We begin by standing with the organized resistance wherever it exists. Movements like Chile’s No+AFP campaign against privatized pensions offer both a warning and a blueprint. Their fight to dismantle a system that enriched fund managers while impoverishing retirees is the same fight now on our doorstep. Publicly aligning with such campaigns exposes the order as part of a transnational pattern, not a domestic “reform,” and creates channels for mutual support.
There are concrete lines of engagement. First, target the companies positioned to profit most directly from the order. Launch pressure campaigns against major 401k administrators — Fidelity, Vanguard, Empower — demanding they refuse to load plans with private equity and crypto products. Force them to explain to workers why these products deserve space in retirement menus. Second, build mutual aid structures to cushion those already exposed. Local unions, cooperatives, and community organizations can pool resources into solidarity funds aimed at supporting retirees or near-retirees facing losses, bridging the gap between policy critique and material support.
Third, open the black box. Create a publicly accessible “Retirement Risk Tracker” that documents the fees, leverage, historical performance, and transparency of every alternative asset marketed to 401k plans. Crowdsource the data. Make it impossible for these products to hide behind jargon and glossy brochures. By mapping the risks, we arm workers with the knowledge to refuse bad options and to pressure plan sponsors to exclude them. Fourth, treat political education as infrastructure. Host teach-ins with labor councils, retiree associations, and civic groups on the history of pension privatization, the mechanics of financialization, and the specific stakes of the current order. Pair the global case studies — Chile, Argentina, Eastern Europe — with the U.S. trajectory to drive home the shared logic.
These strategies are not ends in themselves. The goal is to build a base of workers and communities who recognize that their struggle over retirement security is inseparable from the fight against the broader machinery of expropriation. It is to turn passive account holders into active political agents who see their deferred wages as a battleground, not a gift. The order is a test balloon for deeper privatizations to come. If it meets no organized resistance, the same playbook will be applied to public healthcare, education funding, and any remaining social insurance. If it is met with coordinated action, it can become the point where workers in the core break from the cycle of accepting austerity as inevitability.

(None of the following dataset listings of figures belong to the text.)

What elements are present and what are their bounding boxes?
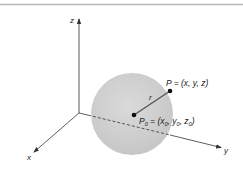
surface-point-label: P = (x, y, z) (166, 78, 208, 88)
x-axis-label: x (26, 153, 32, 162)
surface-point-dot (168, 89, 173, 94)
z-axis-label: z (69, 16, 74, 25)
radius-label: r (149, 93, 152, 102)
y-axis-label: y (223, 146, 229, 155)
center-point-label: P0 = (x0, y0, z0) (139, 116, 195, 127)
y-axis-front (79, 113, 93, 116)
sphere-diagram: z x y r P = (x, y, z) P0 = (x0, y0, z0) (0, 0, 243, 177)
center-point-dot (132, 113, 137, 118)
y-axis-back (170, 135, 221, 148)
diagram-canvas: z x y r P = (x, y, z) P0 = (x0, y0, z0) (0, 0, 243, 177)
x-axis (34, 113, 79, 152)
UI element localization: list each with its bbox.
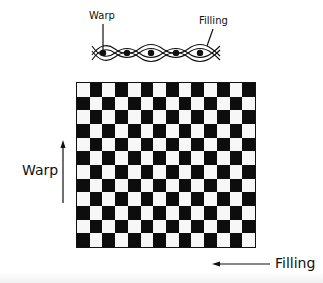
weave-cell: [115, 179, 128, 193]
weave-cell: [102, 179, 115, 193]
weave-cell: [204, 151, 217, 165]
weave-cell: [179, 220, 192, 234]
weave-cell: [166, 83, 179, 97]
weave-cell: [102, 138, 115, 152]
weave-cell: [242, 192, 255, 206]
weave-cell: [179, 97, 192, 111]
warp-dot-icon: [197, 50, 203, 56]
weave-cell: [102, 220, 115, 234]
weave-cell: [166, 151, 179, 165]
weave-cell: [90, 138, 103, 152]
weave-cell: [204, 206, 217, 220]
weave-cell: [90, 206, 103, 220]
weave-cell: [242, 97, 255, 111]
weave-cell: [90, 220, 103, 234]
weave-cell: [102, 124, 115, 138]
weave-cell: [128, 206, 141, 220]
weave-cell: [115, 124, 128, 138]
weave-cell: [141, 192, 154, 206]
weave-cell: [230, 124, 243, 138]
weave-cell: [217, 220, 230, 234]
weave-cell: [77, 138, 90, 152]
weave-cell: [242, 151, 255, 165]
weave-cell: [90, 233, 103, 247]
weave-cell: [191, 220, 204, 234]
weave-cell: [242, 165, 255, 179]
weave-cell: [242, 138, 255, 152]
weave-cell: [141, 138, 154, 152]
filling-direction-label: Filling: [275, 256, 315, 270]
weave-cell: [128, 192, 141, 206]
weave-cell: [153, 179, 166, 193]
weave-cell: [77, 206, 90, 220]
weave-cell: [230, 179, 243, 193]
weave-cell: [242, 220, 255, 234]
weave-cell: [191, 83, 204, 97]
weave-cell: [77, 220, 90, 234]
weave-cell: [242, 124, 255, 138]
weave-cell: [242, 110, 255, 124]
weave-cell: [204, 138, 217, 152]
weave-cell: [166, 97, 179, 111]
weave-cell: [179, 110, 192, 124]
weave-cell: [115, 97, 128, 111]
weave-cell: [230, 151, 243, 165]
weave-cell: [153, 151, 166, 165]
weave-cell: [217, 97, 230, 111]
weave-cell: [217, 233, 230, 247]
weave-cell: [153, 110, 166, 124]
weave-cell: [179, 233, 192, 247]
weave-cell: [191, 165, 204, 179]
weave-cell: [77, 179, 90, 193]
weave-cell: [242, 179, 255, 193]
weave-cell: [191, 124, 204, 138]
weave-cell: [128, 233, 141, 247]
weave-cell: [242, 233, 255, 247]
weave-cell: [77, 83, 90, 97]
weave-cell: [153, 124, 166, 138]
weave-cell: [141, 179, 154, 193]
weave-cell: [141, 83, 154, 97]
weave-cell: [166, 233, 179, 247]
weave-cell: [204, 124, 217, 138]
weave-cell: [179, 165, 192, 179]
weave-cell: [153, 97, 166, 111]
weave-cell: [90, 179, 103, 193]
weave-cell: [141, 165, 154, 179]
weave-cell: [102, 151, 115, 165]
weave-cell: [230, 83, 243, 97]
weave-cell: [179, 151, 192, 165]
weave-cell: [191, 97, 204, 111]
weave-cell: [153, 165, 166, 179]
warp-arrow-icon: [61, 140, 66, 203]
weave-cell: [204, 233, 217, 247]
weave-cell: [102, 165, 115, 179]
weave-cell: [90, 110, 103, 124]
plain-weave-checkerboard: [76, 82, 256, 248]
weave-cell: [217, 165, 230, 179]
weave-cell: [230, 138, 243, 152]
weave-cell: [77, 151, 90, 165]
weave-cell: [204, 192, 217, 206]
weave-cell: [217, 138, 230, 152]
weave-cell: [153, 192, 166, 206]
weave-cell: [217, 206, 230, 220]
warp-dot-icon: [148, 50, 154, 56]
weave-cell: [115, 220, 128, 234]
weave-cell: [204, 83, 217, 97]
weave-cell: [179, 124, 192, 138]
weave-cell: [179, 179, 192, 193]
weave-cell: [90, 192, 103, 206]
filling-arrow-icon: [212, 262, 270, 267]
weave-cell: [128, 179, 141, 193]
weave-cell: [230, 110, 243, 124]
weave-cell: [102, 192, 115, 206]
weave-cell: [166, 206, 179, 220]
weave-cell: [77, 233, 90, 247]
weave-cell: [204, 179, 217, 193]
weave-cell: [230, 97, 243, 111]
filling-leader-line: [207, 29, 213, 46]
warp-dot-icon: [173, 50, 179, 56]
weave-cell: [217, 124, 230, 138]
weave-cell: [204, 165, 217, 179]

To move from exposure to action is to refuse the role of collateral. It is to look at the fine print of this order and answer not with resignation, but with disruption — disruption of the companies that designed it, of the political machinery that passed it, and of the narrative that says our futures must be wagered to keep their system afloat. That disruption begins wherever we are, with whatever we can build together, aimed always at the same horizon: repossessing the future they’ve already written off as theirs to sell.